Note to the serious reader. "The writing on the wall" is from the Bible
This is a shortening of 'mene mene tekel upharsin', which is of Aramaic origin. If your Aramaic isn't that strong you can get some guidance from the Bible, Daniel 5, in the story of Belshazzar's feast. To cut a long Old Testament story short, Belshazzar was indulging in a drunken revelry and debasing sacred temple vessels by using them as wine goblets when a disembodied hand wrote 'mene mene tekel upharsin' on the palace wall.
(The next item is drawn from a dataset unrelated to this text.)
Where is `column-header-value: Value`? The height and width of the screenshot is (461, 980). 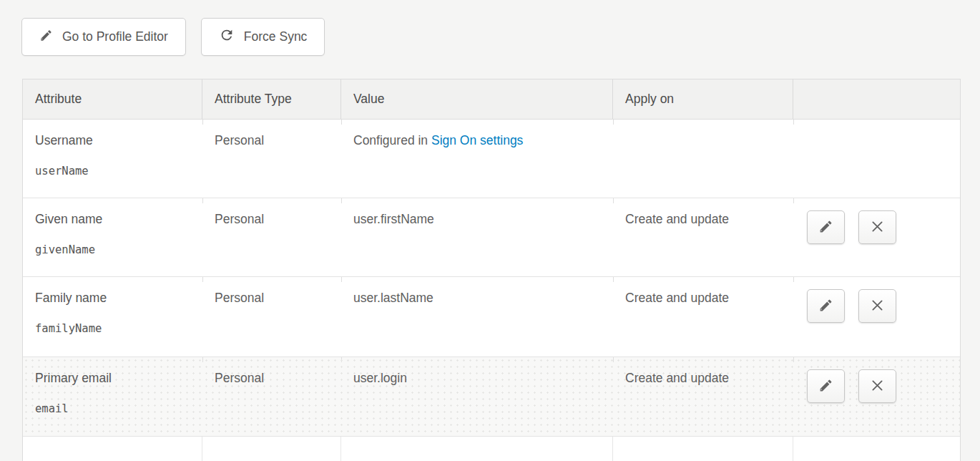
column-header-value: Value is located at coordinates (477, 99).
On the face of it, and using a literal translation, this appeared meaningless. The expression seemed to mean 'two minas, a shekel and two parts' or alternatively 'numbered, weighed, divided'. None of this meant much to Belshazzar, who decided that he needed further interpretation and sent for the Jewish exile Daniel. It then became clear that the phrase was an elaborate wordplay, relying on the fact that each word can denote a different coin, and the third word can be interpreted as 'Persia'. Daniel's interpretation, as recorded in the first easily understood English version of the Bible, the King James Version, 1611, was:
And this the writing that was written, MENE, MENE, TEKEL, UPHARSIN. This the interpretation of the thing:
MENE; God hath numbered thy kingdom, and finished it.
TEKEL; Thou art weighed in the balances, and art found wanting.
PERES; Thy kingdom is divided, and given to the Medes and Persians.The point of the moral tale was that Belshazzar couldn't see the warning that was apparent to others because he was engrossed with his sinning ways.